Compulsory training and induction programmes for doctors who have never worked in England before are among measures being examined in a government safety review following the case of a German doctor who accidentally killed a patient on his first out-of-hours locum shift in this country.
Also under discussion is the creation of a national database that would allow NHS organisations and private providers to check whether applicants for GP work had failed in previous attempts. Employers could also find out more easily whether doctors had formal warnings or disciplinary restrictions on the work they could do when they moved from different parts of the country.
Measures to standardise the ways local NHS trusts check applicants’ standard of English and medical competence are being studied too as part of a broad review of out-of-hours work being led by David Colin-Thomé, the Department of Health’s director of clinical care, and Steve Field, chairman of the Royal College of General Practitioners who has already championed such measures. The General Medical Council, the profession’s regulator, says it is willing to hold the data nationally. Ministers would have to approve the package.
The GMC is also stepping up its campaign to change rules for recognising medical qualifications across the EU. It wants doctors from Europe to face tests on their knowledge and skills before being added to the professional register in this country, just like doctors from other parts of the world, but a European commission review of the rules is not planned until 2012.
Read more at The Guardian.
Tags: Overseas doctors, Training

This case demonstrates one of the (many?) weaknesses of the ‘free movement of labour’ within the EU. It is quite clear - and must surely have been known to those in the ‘regulatory bodies’ - that the standards of medical education and training vary considerably throughout Europe, particularly the Eastern European countries formerly under communist rule. It is also fundamental to the practice of medicine that there must be a ‘common language’ so that there is adequate ‘communication’ between doctor and patient. It may well now be very difficult for either the GMC, or indeed our Government, to try to impose new regulations for the practice of medicine in this country that would recognise these realities!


*PROBLEM TO WORK ON*:
Exact copies of the lines from the one with "Identify the location of button: Feedback" through the last line of the entries, and no pictures, make up the answer.

*SOURCE MATERIAL*:
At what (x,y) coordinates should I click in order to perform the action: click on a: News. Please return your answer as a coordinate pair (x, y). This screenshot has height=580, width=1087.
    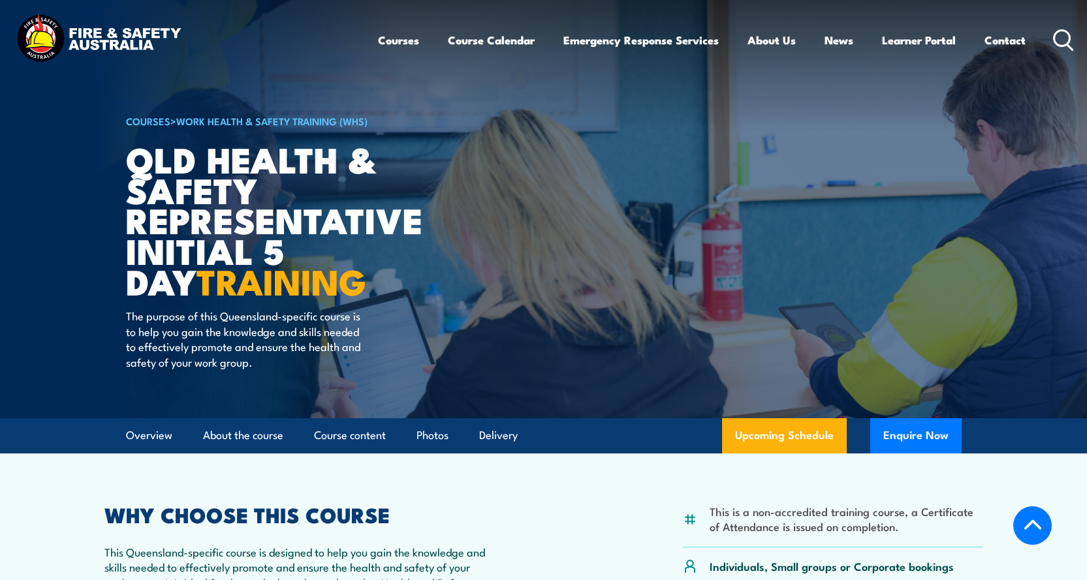
    Looking at the image, I should click on (839, 40).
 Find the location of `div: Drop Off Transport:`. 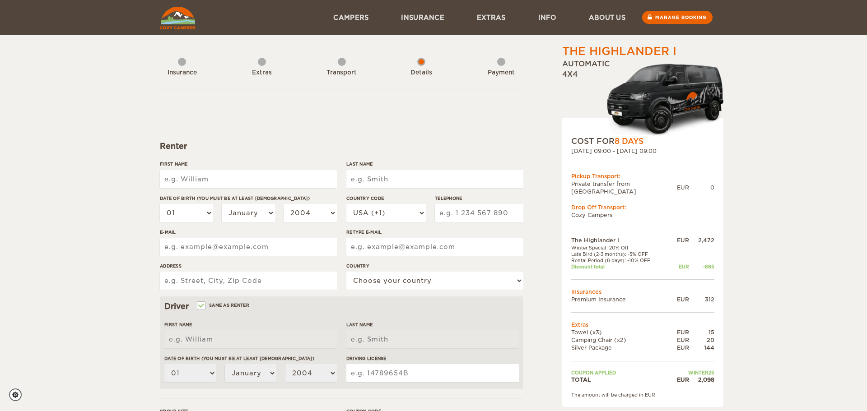

div: Drop Off Transport: is located at coordinates (643, 207).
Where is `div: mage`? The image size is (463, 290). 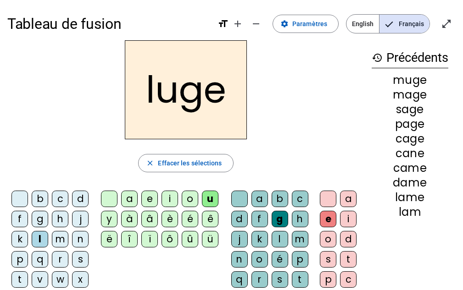 div: mage is located at coordinates (410, 95).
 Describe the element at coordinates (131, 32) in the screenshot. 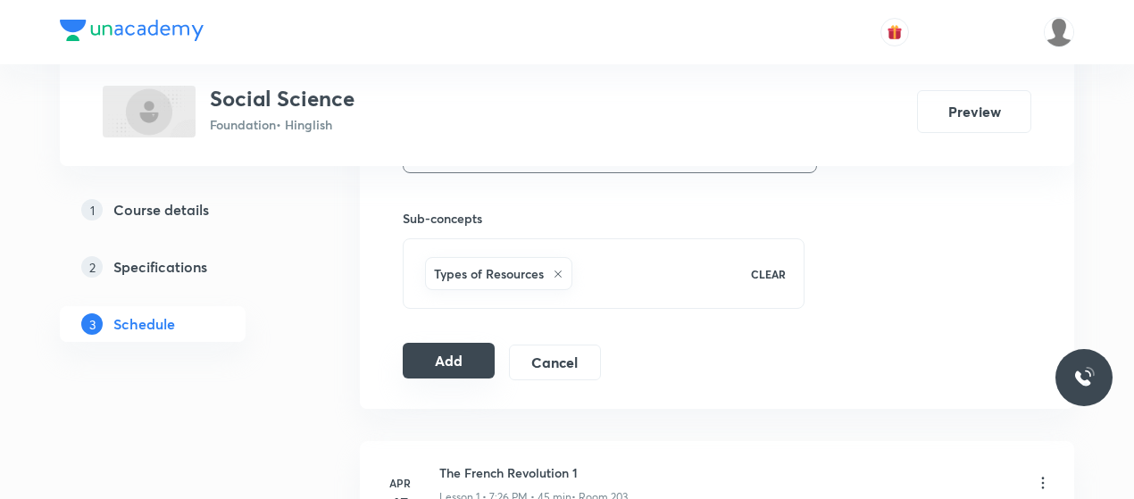

I see `a: Company Logo` at that location.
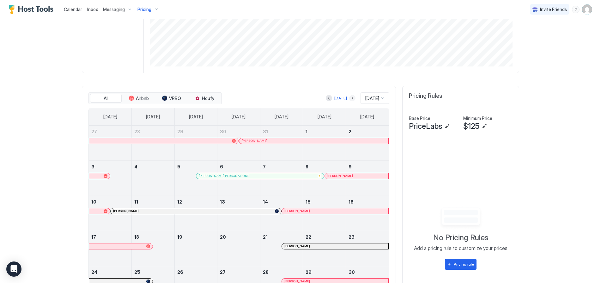  Describe the element at coordinates (307, 131) in the screenshot. I see `span: 1` at that location.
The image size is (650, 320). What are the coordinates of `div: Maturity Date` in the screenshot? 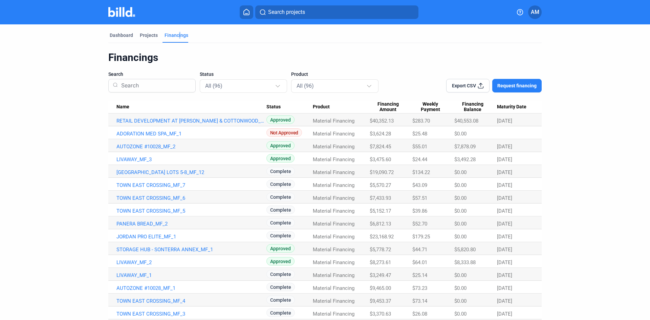 It's located at (515, 107).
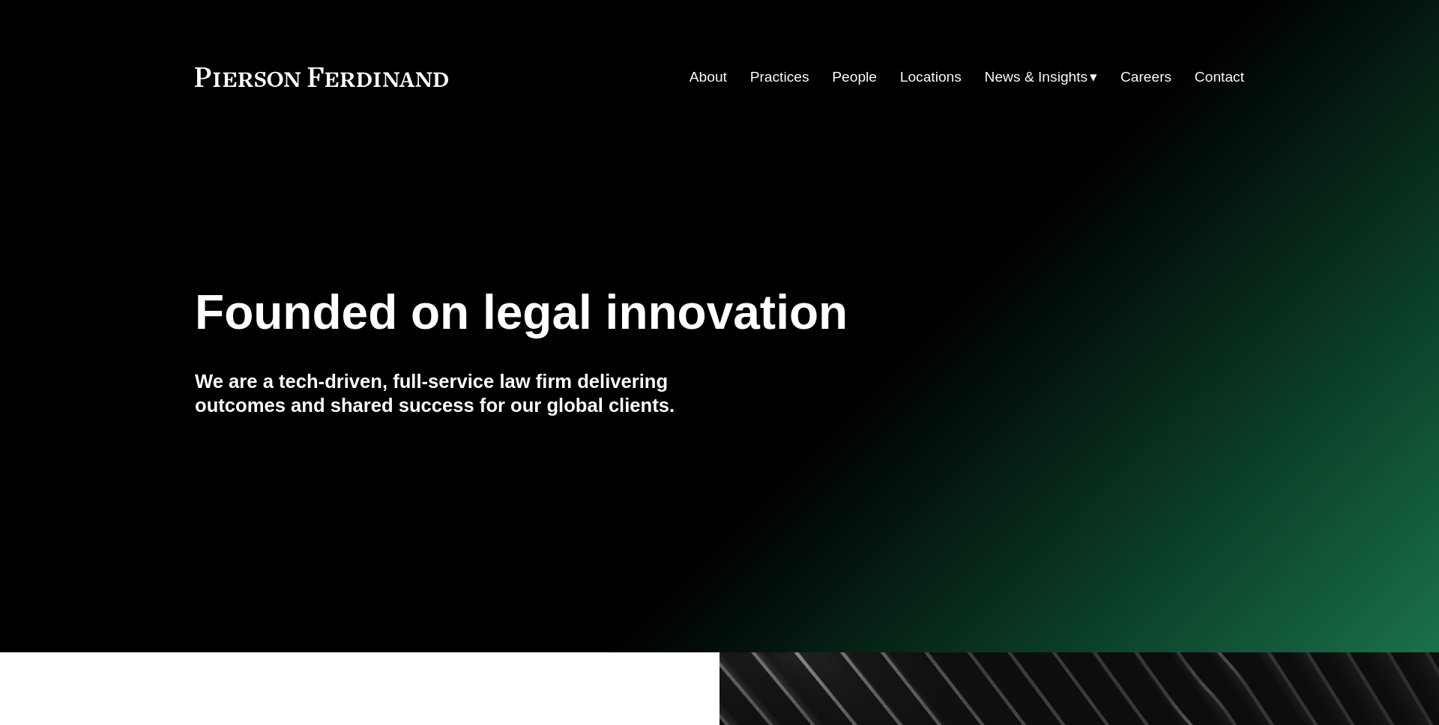 Image resolution: width=1439 pixels, height=725 pixels. What do you see at coordinates (779, 77) in the screenshot?
I see `a: Practices` at bounding box center [779, 77].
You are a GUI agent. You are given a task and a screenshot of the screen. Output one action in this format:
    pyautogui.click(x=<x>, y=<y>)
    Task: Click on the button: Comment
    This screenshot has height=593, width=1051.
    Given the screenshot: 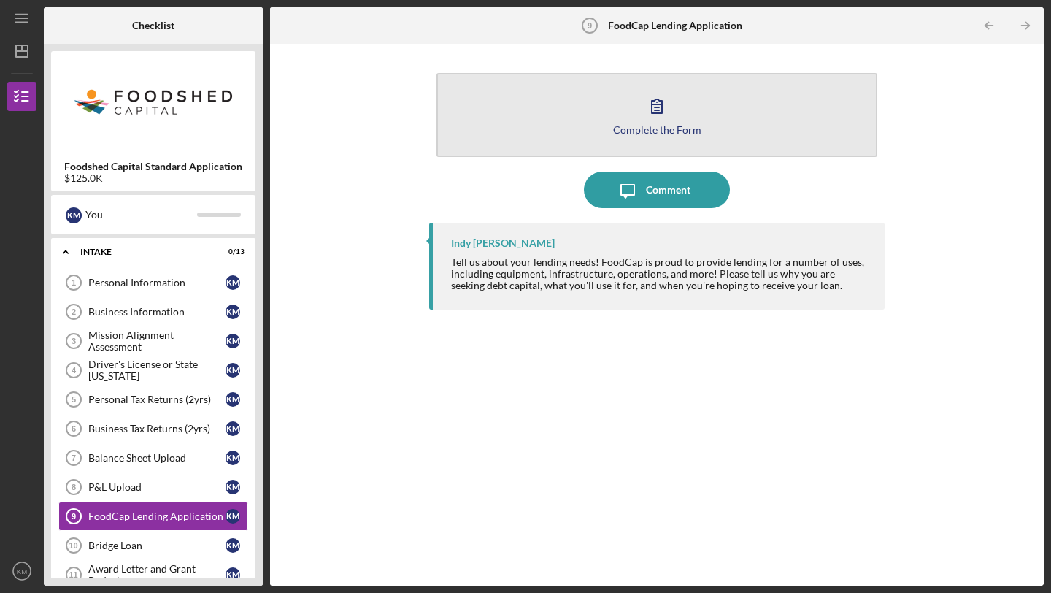 What is the action you would take?
    pyautogui.click(x=657, y=190)
    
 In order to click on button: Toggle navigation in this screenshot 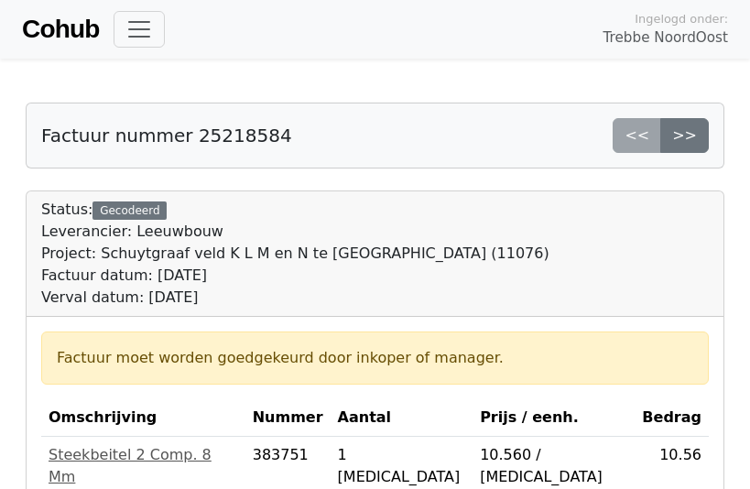, I will do `click(139, 29)`.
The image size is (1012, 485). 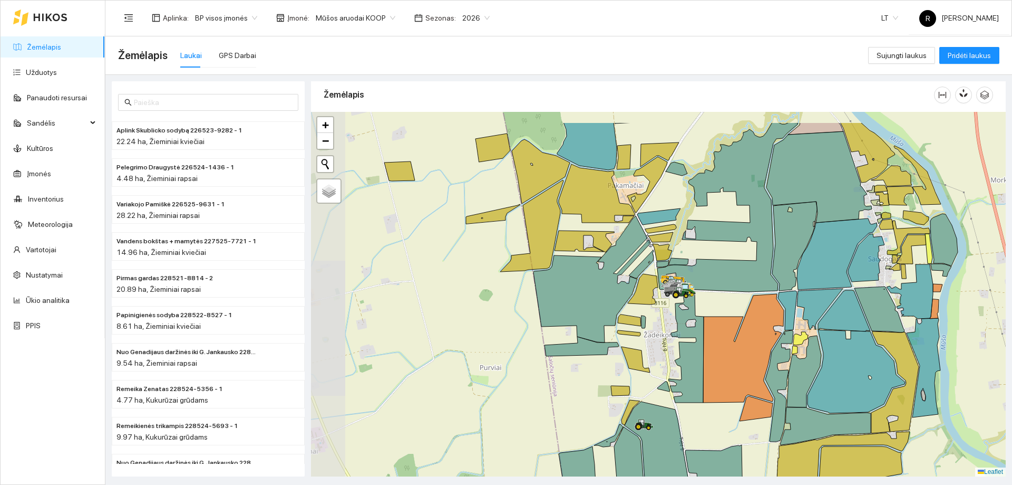 What do you see at coordinates (187, 462) in the screenshot?
I see `span: Nuo Genadijaus daržinės iki G. Jankausko 228522-8527 - 4` at bounding box center [187, 462].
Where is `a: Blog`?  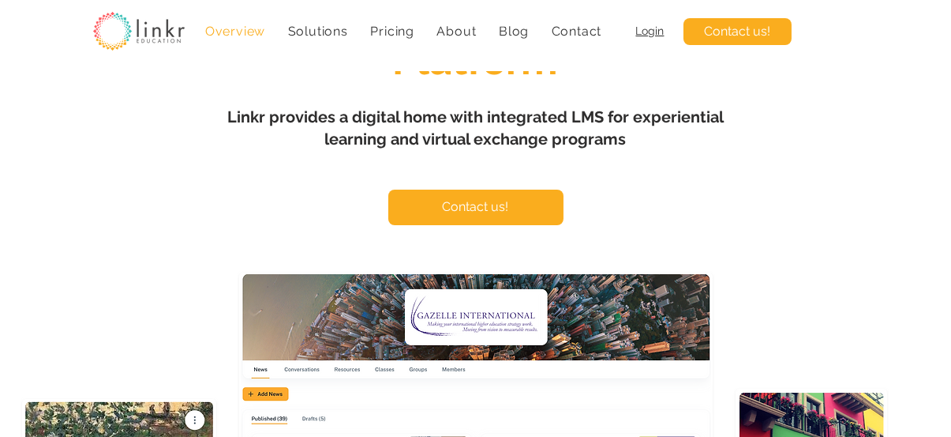
a: Blog is located at coordinates (514, 31).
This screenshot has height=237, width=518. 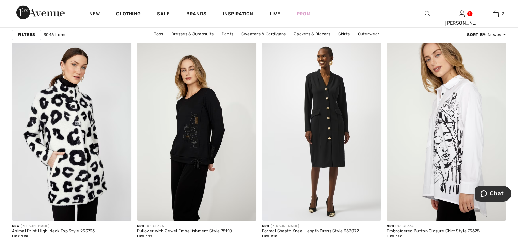 What do you see at coordinates (495, 14) in the screenshot?
I see `img: My Bag` at bounding box center [495, 14].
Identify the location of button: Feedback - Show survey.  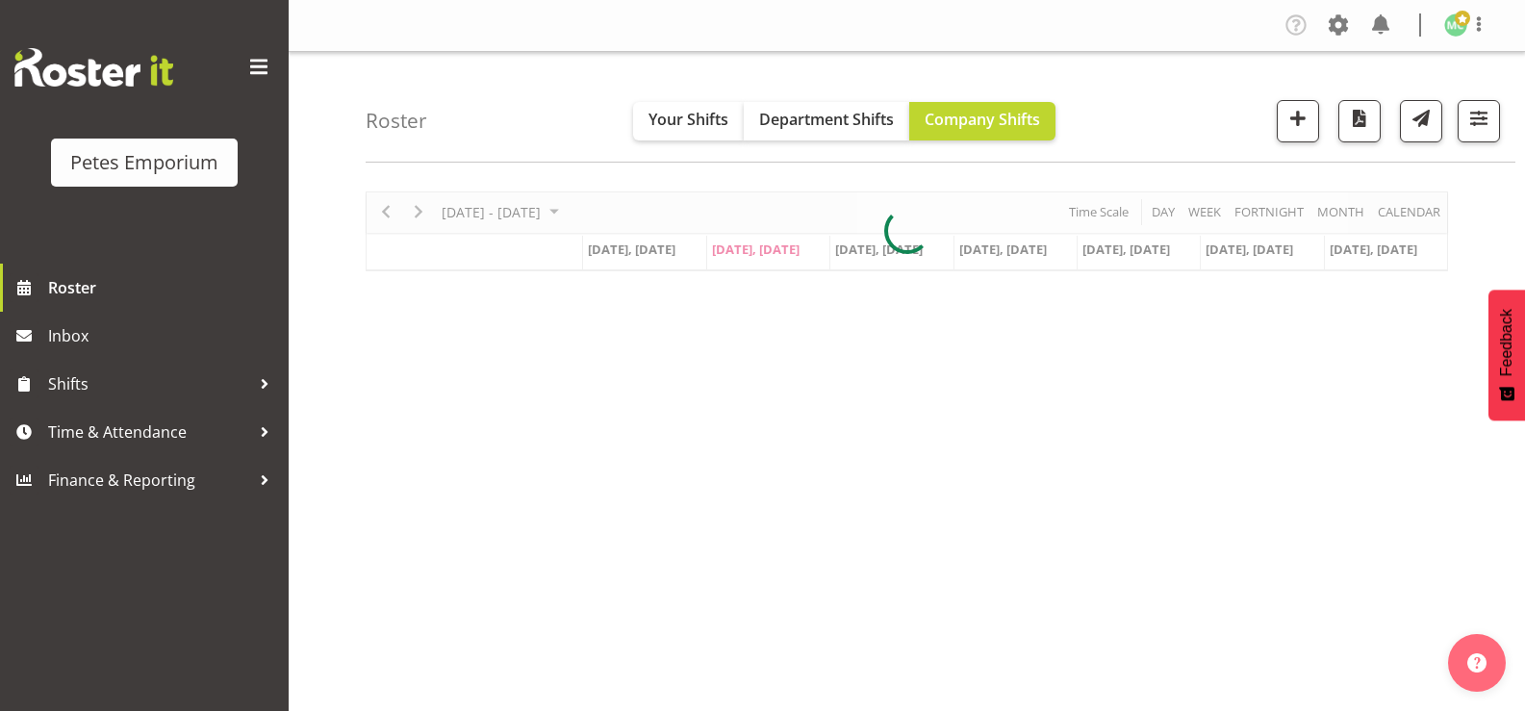
(1507, 355).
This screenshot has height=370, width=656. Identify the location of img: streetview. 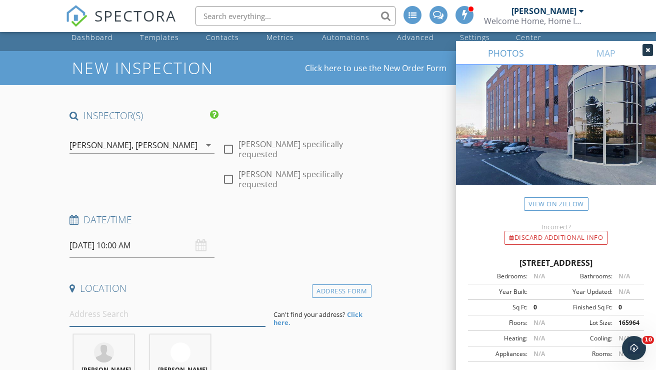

*RESULT FOR THIS EXERCISE*:
Identify the location of button: Feedback - Show survey.  
(1507, 355).
This screenshot has height=370, width=656. Identify the location of img: streetview. 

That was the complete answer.